I have only once heard a discouraging word about the great Henry Cooper, and I only heard since he died yesterday. He never gave the Canadian heavyweight George Chuvalo a shot at the Commonwealth championship. The two fighters were about the same age and it would have been a great contrast in styles. Cooper was known for getting cut easily, the weakness Clay/Ali exploited twice, but he had one of the most feared punches in the game. Chuvalo was not as powerful, but he was as tough as a cheap piece of meat fried on a railroad tie. Some clever Trevor at the time said that if they still let heavyweights fight for 55 rounds like they did back in Jack Johnson's time, George Chuvalo would have been the undisputed heavyweight champion of the world.

Let me call this a quibble. The travel costs would have been a lot for either Chuvalo or Cooper, and neither had the name recognition of an Ali or Joe Frazier.

I come to praise Cooper as others bury him. I write this post because a horrible cowardly villain died yesterday and the press can't stop talking about him. A brave and honest man, beloved in his nation to this day also died, dead from a broken heart at the recent loss of several loved ones.

Best wishes to the friends and family of Sir Henry Cooper, from a fan.

Minggu, 01 Mei 2011

Sunday Numbers 2.0, Vol. 9: Reciprocal word problems.

Most word problems except the ones involving compound investment are solved with linear equations. They can look very different, like solving how much of two different alcohol solutions to combine x gallons of 25% alcohol solution and y gallons of 50% alcohol to make to make 10 gallons of 30% solution or how 19 dimes and quarters can add up to $2.50, but those kind of problems use linear methods. (The answers are 8 gallons 25% and 2 gallons 50%, and 15 dimes and 4 quarters. Figuring out how to set up the problems is left as an exercise to the reader.)

Let's consider something about the answers. With 19 coins that are either dimes or quarters, the lowest possible answer is $1.90 (all dimes) and the greatest total is $4.75 (all quarters).
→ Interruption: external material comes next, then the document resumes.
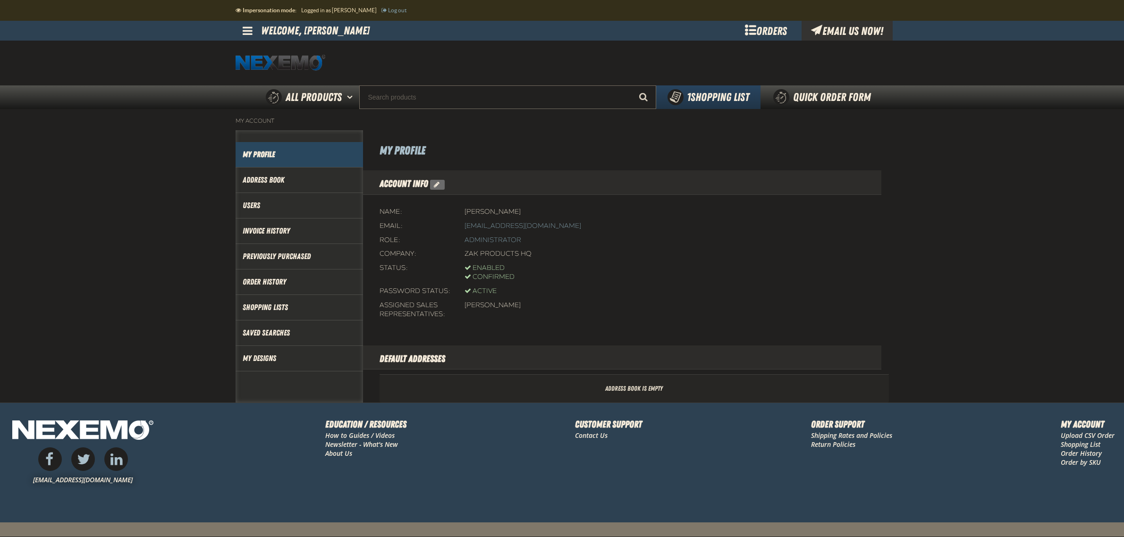  I want to click on div: ZAK Products HQ, so click(498, 254).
For the solution problem, the minimum percentage is 25% and the maximum percentage is 50%.

The answer must be between the two known extremes.

Consider the following question instead.

One drain pipe can empty a pool in 2 hours, while a smaller pipe can empty the same pool in 4 hours. How much time will it take if they work together, provided that they don't get in each others' way?

I always hate to use this phrase, bit it should be obvious the correct answers are not between 2 and 4 hours, but instead less than 2 hours.


This problem is solved using reciprocals. If a pipe can do the job in two hours, let's assume it finishes 1/2 the job every hour. (Depending on the physics, this assumption might not be accurate, but let's leave that alone for the moment.) Using this assumption, that means the smaller pipe which takes four hours finishes 1/4 of the job in an hour.

If we agree that they can work without getting in each others' way, in one hour they do 1/2 + 1/4 = 3/4 of the job. Once we add the reciprocals together, we reciprocate the sum to get the answer. The reciprocal of 3/4 is 4/3 or 1 1/3, so the two pipes working together finish the job in 1 hour and 20 minutes. This means opening the second pipe is only a 40 minute savings over doing the job with the first pipe alone.

This may very well be the trickiest word problem type around, though others involving rate, distance and time might also get the the award.